Adam Brunner Adam Brunner

A Matter of Time

Did you ever feel like there was something missing in your life? I have, but more to the point, I think I am beginning to understand what that something is: Time Travelers.

Let me talk about how all this started. So the other day I was watching reruns of Smallville, (judge me accordingly for admitting that), and the episode I was watching was 8x11 Legion. It takes place much later in the Smallville mythos (Once Clark is through his angsty high school years and Michael Rosenbaum has left the series for promises of a mediocre film career.) The episode revolves around a time-traveling trio from the future, (Cosmic Boy, Lightning Lad, and Saturn Girl.) If you know anything about DC Comics you will recognize the names from the 31st century's Legion of Superheroes. They arrive in the Kent family barn to save the pre-Superman and to help him stop Brainiac in order to ensure the continued existence of a mediocre franchise.

Of course, this also gives the writers license to play with the characters and leads to all the obvious cliches and plot points you would expect in an episode about time-traveling superheroes who land in a late 90’s WB TV show. Among other things the three time travelers ask the questions that most fanboys were asking for eight years (Where is his cape? Where are the horn-rimmed glasses? Why can't he fly?), but most importantly they mention to Clark a hint of his future. They talk of a man who will not only inspire the world but the destiny of humanity for centuries to come.

This leads to me to a very important question of my own, Where is my time traveler? Clark Kent gets three (albeit stupidly named) visitors, John Connor had the Terminator, and even Bill and Ted had George Carlin. So where is my future-man who will come back to save my life so that I can one day go on to be a man that will inspire millions of people and save the human race from annihilation? I mean shouldn't that have happened by now? I'm 35 years old and according to my research most time travel experiences happen in a person's early to late teens, certainly no later than 22 or 23.

You would think even if I am not destined to save the world, the least the time traveling community could do for me is to send my future son back in time to ensure that I meet the woman of my dreams. I mean its 2019, Emmett Brown invented the time traveling Delorean back in 1985 and the time traveling steam-powered engine (for some reason) in 1885... so where is my future progeny? The only explanation I have is that maybe my son is just too busy being a famous novelist/starship captain.

Or, it could be something else, entirely... I mean I could wait around for someone like the Doctor and his TARDIS to come and whisk me away through time and space (it would have to be David Tennant) or maybe we all can't wait for our time traveling children to do all the work for us. After all whenever you look at anyone who has a had time traveling experience, Clark Kent, James T. Kirk, Marty McFly, any of the Doctor's companions, I think it is implied that these people already had something special about them even before their eponymous journeys.

Thus, the Time Traveler trope becomes almost circular. the aforementioned protagonists are special, because they were already special in the future. Bill and Ted are literally destined to change humanity, because George Carlin told them that they were, and for not other reason. the future says this person is someone who is important, so they send a Arnold Schwarzenegger back to kill him, and thus he becomes the important person they already said he was.

So maybe the solution to what lies ahead is not in a traveler from our future, but from our belief in our own futures. Also who really wants to put up with all the rigors of time travel and paradoxes, and possibilities of making out with your teenage mother. So maybe its not so much about what we are destined to be so long as we understand who we are today.

After all, Doc Brown and Natasha Bedingfield said it best, The future is unwritten.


> **YOUR TASK**
Take the line containing "Extract all elements" and each line after it through the end of the data below, and return them exactly, minus any pictures.

(Figure content listings)
<<<<
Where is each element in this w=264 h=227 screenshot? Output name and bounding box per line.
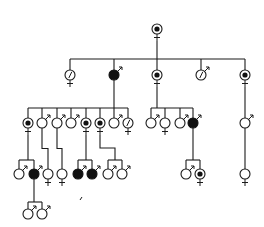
pedigree-node-female-carrier [23,118,33,135]
male-symbol-icon [197,115,202,120]
pedigree-node-female-carrier [152,70,162,87]
male-symbol-icon [23,166,28,171]
pedigree-node-male-unaffected [240,115,253,128]
pedigree-node-female-marked [65,70,75,87]
pedigree-node-male-unaffected [23,206,36,219]
carrier-dot-icon [197,171,202,176]
carrier-dot-icon [154,26,159,31]
male-symbol-icon [32,206,37,211]
pedigree-nodes [14,24,253,219]
male-symbol-icon [112,166,117,171]
male-symbol-icon [126,166,131,171]
open-circle-icon [160,118,170,128]
pedigree-node-female-unaffected [240,169,250,186]
pedigree-node-male-unaffected [109,115,122,128]
male-symbol-icon [82,166,87,171]
male-symbol-icon [190,166,195,171]
male-symbol-icon [38,166,43,171]
descent-line [42,128,48,169]
pedigree-node-male-unaffected [37,115,50,128]
pedigree-diagram [0,0,264,227]
pedigree-node-female-unaffected [57,169,67,186]
pedigree-node-male-affected [73,166,86,179]
pedigree-node-female-carrier [195,169,205,186]
male-symbol-icon [249,115,254,120]
pedigree-node-male-marked [196,67,209,80]
pedigree-node-male-unaffected [146,115,159,128]
pedigree-node-male-affected [109,67,122,80]
male-symbol-icon [155,115,160,120]
pedigree-node-male-affected [188,115,201,128]
carrier-dot-icon [83,120,88,125]
open-circle-icon [240,169,250,179]
male-symbol-icon [75,115,80,120]
carrier-dot-icon [242,72,247,77]
male-symbol-icon [118,67,123,72]
male-symbol-icon [46,206,51,211]
pedigree-node-female-unaffected [160,118,170,135]
pedigree-node-male-unaffected [175,115,188,128]
descent-line [57,128,62,169]
pedigree-node-male-unaffected [103,166,116,179]
pedigree-node-male-unaffected [117,166,130,179]
pedigree-node-male-unaffected [52,115,65,128]
carrier-dot-icon [154,72,159,77]
stray-marks [80,197,82,200]
male-symbol-icon [46,115,51,120]
pedigree-node-female-carrier [152,24,162,41]
male-symbol-icon [61,115,66,120]
pedigree-node-female-carrier [81,118,91,135]
open-circle-icon [57,169,67,179]
pedigree-node-female-marked [123,118,133,135]
male-symbol-icon [96,166,101,171]
carrier-dot-icon [97,120,102,125]
male-symbol-icon [184,115,189,120]
pedigree-node-male-unaffected [37,206,50,219]
pedigree-node-female-carrier [240,70,250,87]
pedigree-node-male-unaffected [181,166,194,179]
pedigree-node-male-affected [87,166,100,179]
pedigree-node-male-affected [29,166,42,179]
carrier-dot-icon [25,120,30,125]
pedigree-node-male-unaffected [66,115,79,128]
male-symbol-icon [118,115,123,120]
pedigree-node-female-unaffected [43,169,53,186]
stray-mark [80,197,82,200]
pedigree-node-female-carrier [95,118,105,135]
male-symbol-icon [205,67,210,72]
descent-line [100,135,115,160]
open-circle-icon [43,169,53,179]
pedigree-node-male-unaffected [14,166,27,179]
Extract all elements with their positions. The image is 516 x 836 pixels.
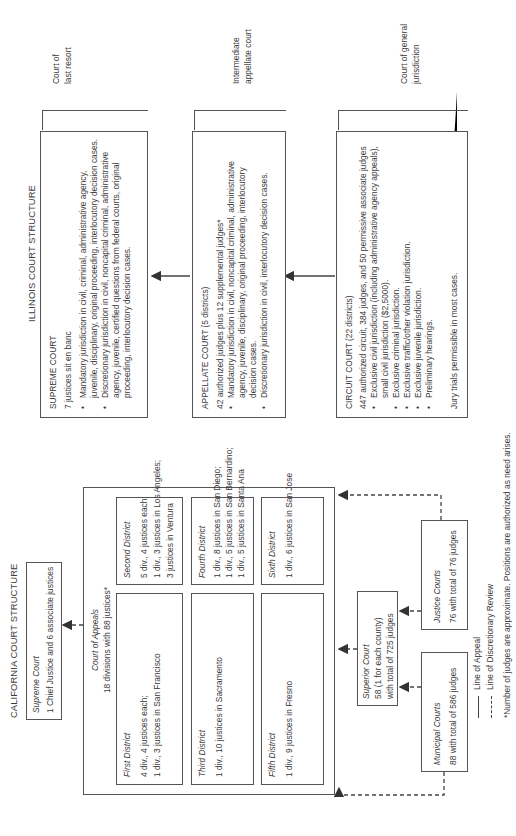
rotated-diagram-page: ILLINOIS COURT STRUCTURE SUPREME COURT 7… [0, 0, 516, 836]
il-circuit-to-supreme-connector [0, 0, 516, 836]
>>>>
> **COMPLETED EXERCISE**
Extract all elements with their positions. The image is 516 x 836 pixels.
rotated-diagram-page: ILLINOIS COURT STRUCTURE SUPREME COURT 7… [0, 0, 516, 836]
il-circuit-to-supreme-connector [0, 0, 516, 836]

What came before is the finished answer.